Historic studies have shown that patients with ependymoma who receive radiation therapy experience a better outcome than those who are not treated with irradiation.[17,18] In addition, one study suggested that the improvement in outcome may be radiation dose-dependent (ie, higher doses may improve outcome).[19] However, no randomized trials have unequivocally demonstrated that improved outcome is caused solely by radiation therapy; other factors such as extent of resection and age at the time of diagnosis also contribute to the outcome.

Histologic Grade of the Tumor

One of the most controversial prognostic factors in childhood ependymoma is the histologic grade of the tumor. Although numerous reports have suggested that patients with differentiated ependymoma achieve a better outcome than do those with anaplastic ependymoma,[11,17,20-25] some investigators believe that histologic grade has no prognostic significance.

We recently reported histologic characterization of tumors and outcome in a contemporary series of 50 patients.[25] In a blinded review of pathology, we determined that histologic grade was significantly related to progression-free survival after irradiation (P < .001).
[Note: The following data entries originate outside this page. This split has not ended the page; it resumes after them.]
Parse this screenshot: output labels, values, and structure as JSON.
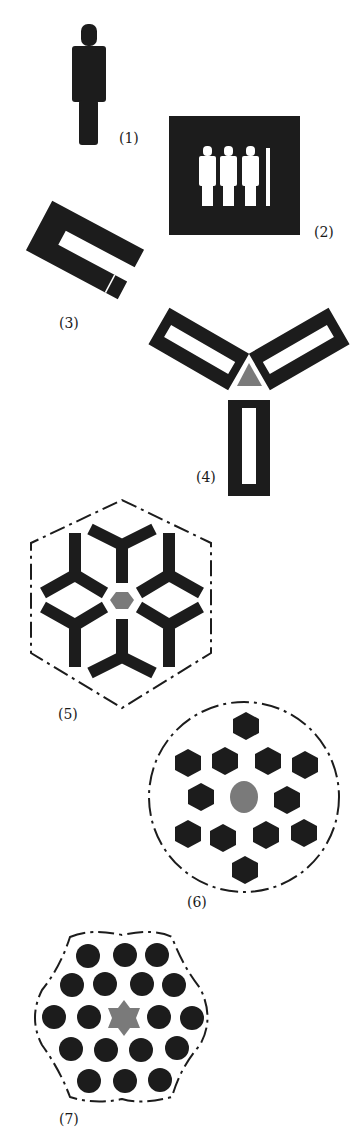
{
  "diagram": {
    "colors": {
      "ink": "#1c1c1c",
      "center_gray": "#7a7a7a",
      "background": "#ffffff"
    },
    "figures": [
      {
        "id": 1,
        "label": "(1)",
        "shape": "single standing person silhouette"
      },
      {
        "id": 2,
        "label": "(2)",
        "shape": "black square with four white person silhouettes (last one partial)"
      },
      {
        "id": 3,
        "label": "(3)",
        "shape": "tilted U-shaped rectangular frame"
      },
      {
        "id": 4,
        "label": "(4)",
        "shape": "three U-frames arranged radially around a gray triangle"
      },
      {
        "id": 5,
        "label": "(5)",
        "shape": "six Y-shapes around gray hexagon inside dash-dot hexagon"
      },
      {
        "id": 6,
        "label": "(6)",
        "shape": "thirteen black hexagons around gray circle inside dash-dot circle"
      },
      {
        "id": 7,
        "label": "(7)",
        "shape": "twenty black circles around gray star inside dash-dot wavy hexagon"
      }
    ]
  }
}
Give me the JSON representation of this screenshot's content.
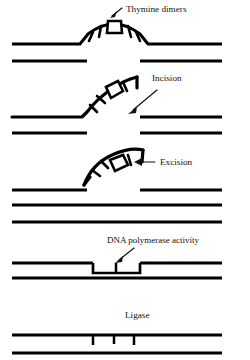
{
  "figure": {
    "background_color": "#ffffff",
    "ink_color": "#000000",
    "width": 250,
    "height": 360
  },
  "labels": {
    "thymine_dimers": "Thymine dimers",
    "incision": "Incision",
    "excision": "Excision",
    "dna_polymerase": "DNA polymerase activity",
    "ligase": "Ligase"
  },
  "stages": [
    {
      "id": "stage-thymine-dimers",
      "index": 1,
      "label": "Thymine dimers",
      "description": "Damaged strand bulges upward carrying a thymine dimer"
    },
    {
      "id": "stage-incision",
      "index": 2,
      "label": "Incision",
      "description": "Damaged strand is cut and lifted free at one end"
    },
    {
      "id": "stage-excision",
      "index": 3,
      "label": "Excision",
      "description": "Dimer-containing fragment is removed entirely"
    },
    {
      "id": "stage-dna-polymerase",
      "index": 4,
      "label": "DNA polymerase activity",
      "description": "New nucleotides fill the gap in the strand"
    },
    {
      "id": "stage-ligase",
      "index": 5,
      "label": "Ligase",
      "description": "Remaining nicks are sealed to restore a continuous strand"
    }
  ],
  "icons": {
    "arrow_down_left": "arrow-pointer-icon",
    "arrow_left": "arrow-left-icon",
    "dimer": "thymine-dimer-icon"
  }
}
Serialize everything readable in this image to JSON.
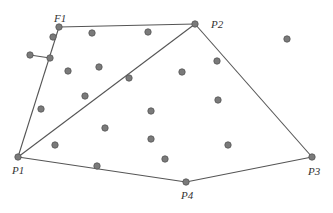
{
  "diagram": {
    "type": "convex-hull-points",
    "hull_vertices": [
      {
        "label": "F1",
        "x": 59,
        "y": 27,
        "lx": 54,
        "ly": 22
      },
      {
        "label": "P2",
        "x": 195,
        "y": 24,
        "lx": 211,
        "ly": 28
      },
      {
        "label": "P3",
        "x": 312,
        "y": 157,
        "lx": 308,
        "ly": 175
      },
      {
        "label": "P4",
        "x": 186,
        "y": 182,
        "lx": 181,
        "ly": 199
      },
      {
        "label": "P1",
        "x": 18,
        "y": 157,
        "lx": 12,
        "ly": 174
      }
    ],
    "edges": [
      [
        59,
        27,
        195,
        24
      ],
      [
        195,
        24,
        312,
        157
      ],
      [
        312,
        157,
        186,
        182
      ],
      [
        186,
        182,
        18,
        157
      ],
      [
        18,
        157,
        59,
        27
      ],
      [
        18,
        157,
        195,
        24
      ],
      [
        30,
        55,
        50,
        58
      ]
    ],
    "interior_points": [
      [
        53,
        37
      ],
      [
        50,
        58
      ],
      [
        30,
        55
      ],
      [
        92,
        33
      ],
      [
        148,
        32
      ],
      [
        68,
        71
      ],
      [
        99,
        67
      ],
      [
        129,
        78
      ],
      [
        182,
        72
      ],
      [
        217,
        61
      ],
      [
        287,
        39
      ],
      [
        41,
        109
      ],
      [
        85,
        96
      ],
      [
        151,
        111
      ],
      [
        218,
        100
      ],
      [
        105,
        128
      ],
      [
        151,
        139
      ],
      [
        55,
        145
      ],
      [
        165,
        159
      ],
      [
        228,
        145
      ],
      [
        97,
        166
      ]
    ],
    "colors": {
      "edge": "#555555",
      "point_fill": "#7a7a7a",
      "label": "#333333"
    }
  }
}
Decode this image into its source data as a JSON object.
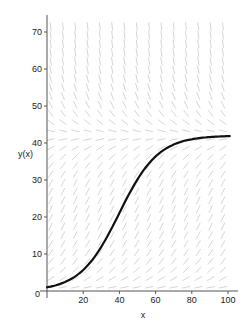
{
  "chart_data": {
    "type": "line",
    "title": "",
    "xlabel": "x",
    "ylabel": "y(x)",
    "xlim": [
      0,
      105
    ],
    "ylim": [
      0,
      74
    ],
    "x_ticks": [
      20,
      40,
      60,
      80,
      100
    ],
    "y_ticks": [
      10,
      20,
      30,
      40,
      50,
      60,
      70
    ],
    "origin_label": "0",
    "grid": false,
    "legend": null,
    "slope_field": {
      "equation": "dy/dx = r*y*(1 - y/K)",
      "r": 0.093,
      "K": 42,
      "color": "#b8b8b8"
    },
    "series": [
      {
        "name": "solution y(x)",
        "color": "#111111",
        "x": [
          0,
          10,
          20,
          30,
          40,
          50,
          60,
          70,
          80,
          90,
          100
        ],
        "values": [
          1.0,
          2.4,
          5.4,
          11.0,
          20.5,
          29.5,
          35.8,
          39.3,
          40.9,
          41.6,
          41.9
        ]
      }
    ]
  }
}
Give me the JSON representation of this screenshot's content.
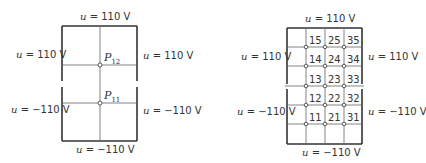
{
  "left_panel": {
    "top_label": {
      "var": "u",
      "eq": " = 110 V"
    },
    "bottom_label": {
      "var": "u",
      "eq": " = −110 V"
    },
    "left_upper_label": {
      "var": "u",
      "eq": " = 110 V"
    },
    "left_lower_label": {
      "var": "u",
      "eq": " = −110 V"
    },
    "right_upper_label": {
      "var": "u",
      "eq": " = 110 V"
    },
    "right_lower_label": {
      "var": "u",
      "eq": " = −110 V"
    },
    "points": [
      {
        "name": "P",
        "sub": "12"
      },
      {
        "name": "P",
        "sub": "11"
      }
    ]
  },
  "right_panel": {
    "top_label": {
      "var": "u",
      "eq": " = 110 V"
    },
    "bottom_label": {
      "var": "u",
      "eq": " = −110 V"
    },
    "left_upper_label": {
      "var": "u",
      "eq": " = 110 V"
    },
    "left_lower_label": {
      "var": "u",
      "eq": " = −110 V"
    },
    "right_upper_label": {
      "var": "u",
      "eq": " = 110 V"
    },
    "right_lower_label": {
      "var": "u",
      "eq": " = −110 V"
    },
    "grid_labels": [
      [
        "15",
        "25",
        "35"
      ],
      [
        "14",
        "24",
        "34"
      ],
      [
        "13",
        "23",
        "33"
      ],
      [
        "12",
        "22",
        "32"
      ],
      [
        "11",
        "21",
        "31"
      ]
    ]
  }
}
The 2-year event-free survival estimate (± SE) was 32% ± 14% for patients with anaplastic ependymoma and 84% ± 7% for patients with differentiated ependymoma. Statistical significance was maintained when the analysis was adjusted for age (< 3 years), chemotherapy with or without tumor progression before radiation therapy, and extent of resection.

The finding of a poor progression-free survival estimate after irradiation for patients with anaplastic ependymoma parallels the findings from other contemporary series.[19,24] Data from the blinded pathology review at St. Jude[25] also showed that anaplastic ependymoma was more likely to occur in the supratentorial brain (P = .002). Of 12 patients with supratentorial tumor, 6 experienced a recurrence despite gross total resection and irradiation.

Histologic evaluation plays an important role in the design and interpretation of prospective trials and in determining the significance of prognostic factors in the current treatment era (Figure 5). Cooperative multi-institutional protocols will enable us to determine the significance of the various factors that will be used to estimate prognosis and stratify individual treatments.